Author's Note: This is my first foray into SG-1 fanfic. I also haven't seen all of the episodes related to Daniel and ascension, so if I messed something up, my bad. This is just me exploring the tortured man I've always thought must be inside Daniel somewhere. Disclaimer: I do not own Stargate, nor have I seen all the episodes.
Please review, I love feedback of all kinds. The more you review the more I write! puppy dog eyes
Thoughts on Ascension
He really hated the Ancients. He hated them with all his heart, even as he was drawn to the beauty of their lives.
Ascension.
He couldn't remember what it was to exist as pure light, to be wise beyond the boundaries of men, but he knew enough to guess that it had been wonderful. He guessed that he had felt no true sorrow. He guessed that he had been happy. He knew that he had not been himself.
Standing there, in the center of the vast ship that held the system lords council, he had not hesitated, he had not feared. To destroy the ship, to vastly weaken the Goa'uld stronghold in the universe, was worth giving his life for. And he gave it.
To return again to the small restaurant, mangled body repaired, allergies gone, mortality irrelevant, disappointed him.
He had truly thought that he might find death this time.
To return again to the small restaurant, empty, this time, of Oma and Jim, but filled, always filled, with immeasurably powerful, immeasurably old beings, angered him.
He had truly hoped that he did not need to fight on.
Before, they sat and ignored him, discourteous. Now, they stood in a circle. Stared.
His resignation interested them, he knew. His refusal to accept that noninterference was the proper path was a quality that they regarded as merely childish, merely common, mortal. But his willingness to die, mixed with his furious passion for life, annoyed them. He was so alive. Not wise, not intelligent, by their standards at least, not great, not exceptional, but merely, vibrantly alive, swayed by anger, sorrow, feeling everything more than he should, caring more than was in his own best interests. So, when he died, they pulled him back, to watch, to see what he would choose. To see what path he would take when there was no Oma to offer a third way out. Death. Life without interference. That was all there was.
He knew that he had loved to be among them. He knew that to fall from their grace was soul-shattering, even though he could not recall it. He knew that he had shone with a radiance beyond the reach of mankind.
But among the things he could not recall, lay one memory, finding its way somehow down through his mind in the peace of meditation.
Baal's dungeon. Jack, begging for help, for death, for anything.
It had felt so right to proclaim noninterference, to announce their was nothing he could do. It had felt so pure, to stay above mankind's petty struggle. He had felt belonging, honor, justice.
And he had snuck off, like a child disobeying a bedtime, and sent into Teal'c's meditation a solution.
The ascended Daniel hated himself for doing it. The human Daniel hated himself for doing no more.
Daniel did not betray his friends. Sitting on the bed, in the dingiest apartment in town, to be kicked out the next day, to live on the streets, a genius abandoned by his kin, a visionary too advanced for his time, doubting the veracity of his theory, yet somehow unable to believe it was wrong, with a gun down his throat, he had embraced his death, accepted that he had nothing more to lose. Sitting on his bed, the stubborn part of Daniel, the part that was scared to death of death, made him put down the gun, answer the phone when it rang. The fear in Daniel made him accept the invitation to speak at the convention, made him meet Catherine, made him accept her offer, let him see the Stargate.
Since he had first stepped in front of Jack, only half intentionally, he had shown an irrational willingness to die for his friends, for innocent strangers, and for his refusal to abandon his beliefs. Since Sha're had died, he had become increasingly less concerned that he might not be revived.
Asked what he fought for, and his answer was clear; to overthrow the race that enslaved his wife, to protect earth, to help his friends.
Jack put up with him. Jack mourned him when he died. Jack backed up more than his share of his stupid plans. Jack was abandoned to die by his best friend, who should have torn every brick in that fortress to the ground to help him.
Daniel would never forgive himself for failing to get Sha're back, and for that single memory, brief though it was.
He didn't fear death, really. He feared that he would have failed, that he would have given up too soon, that he would have left some vital thing undone. He feared that his legacy would have been failure, the fool who believed in things beyond the reach of men, and the idealist who saw the battle with the Goa'uld as a struggle for mankind instead of merely a war.
He left by the door.
He embraced his death.
Somewhere across the line between believing in what is right, and dying for what is right, Daniel Jackson found peace, and Sha're.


→ Task objective: Your answer should be the full data, transcribed exactly, with no pictures in it.

### Supplied entries

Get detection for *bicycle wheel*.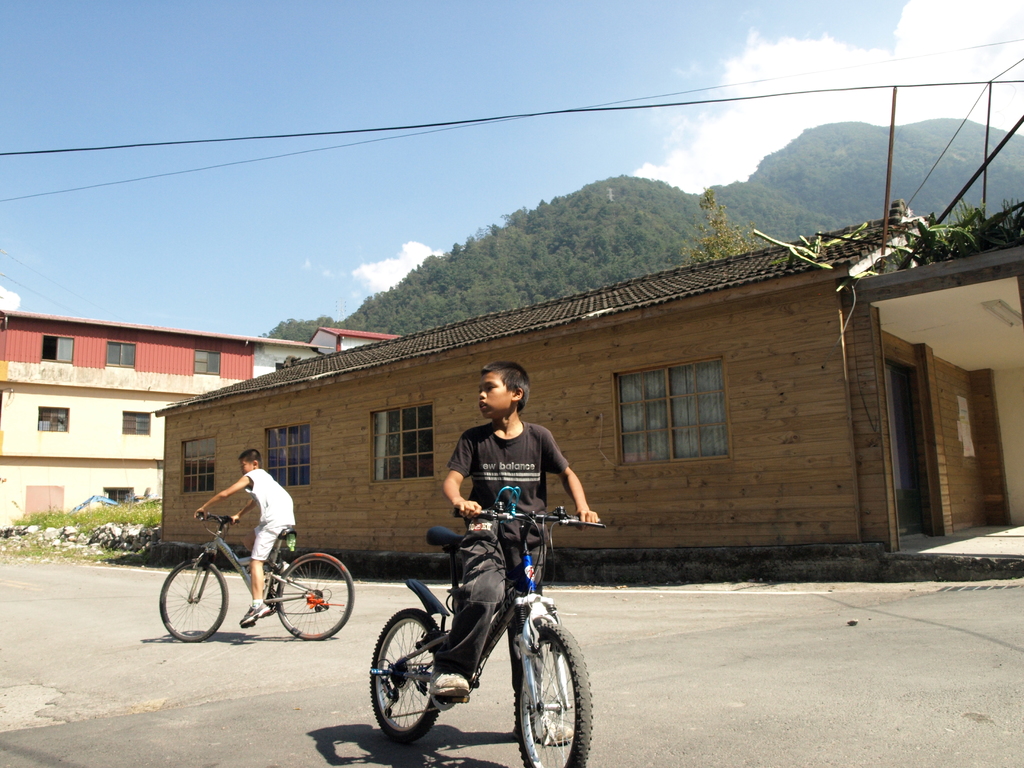
Detection: [left=515, top=616, right=595, bottom=767].
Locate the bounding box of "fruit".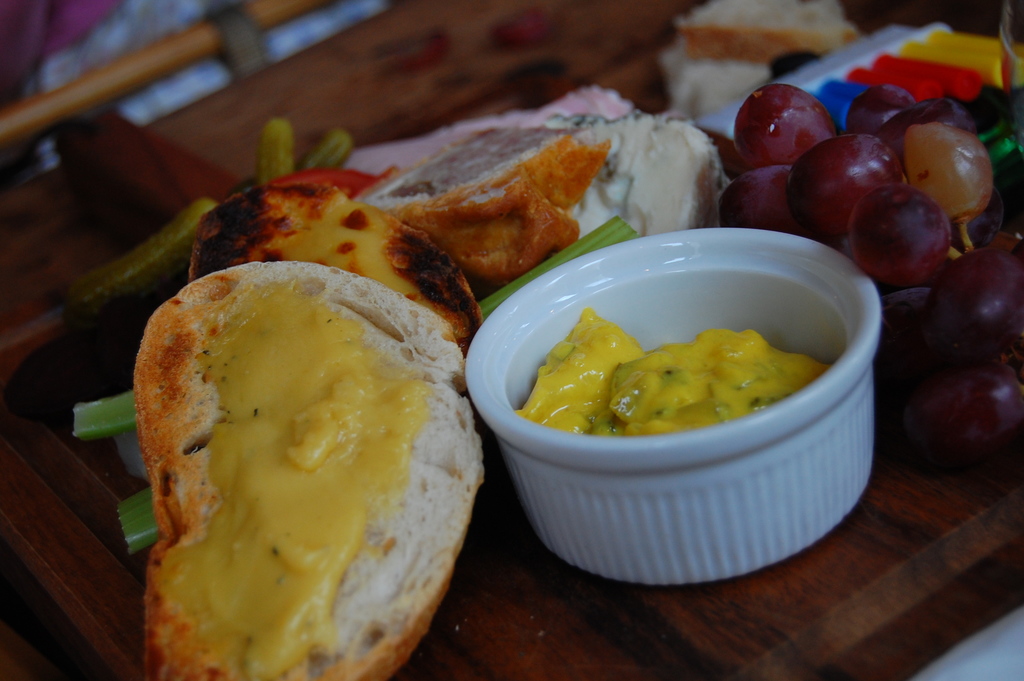
Bounding box: (x1=787, y1=129, x2=904, y2=235).
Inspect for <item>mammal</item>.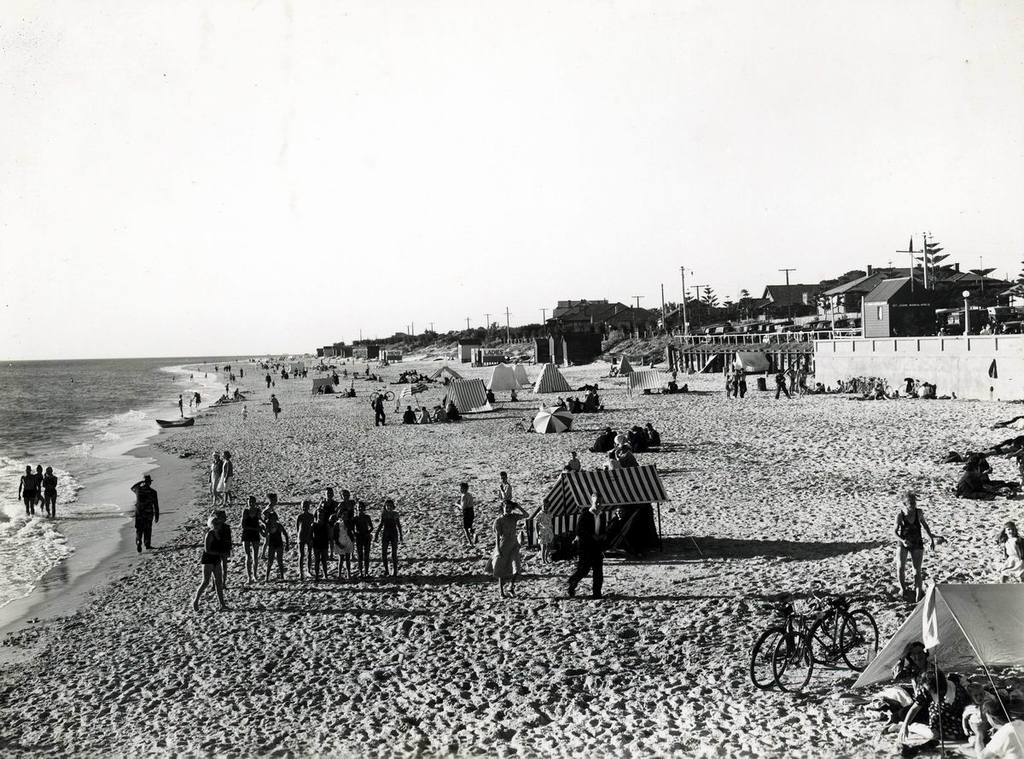
Inspection: 353/500/373/573.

######

→ Exercise result:
Get detection for *bicycle wheel*.
Detection: [left=515, top=616, right=595, bottom=767].
Locate the bounding box of "fruit".
Bounding box: (x1=787, y1=129, x2=904, y2=235).
Inspect for <item>mammal</item>.
Inspection: 353/500/373/573.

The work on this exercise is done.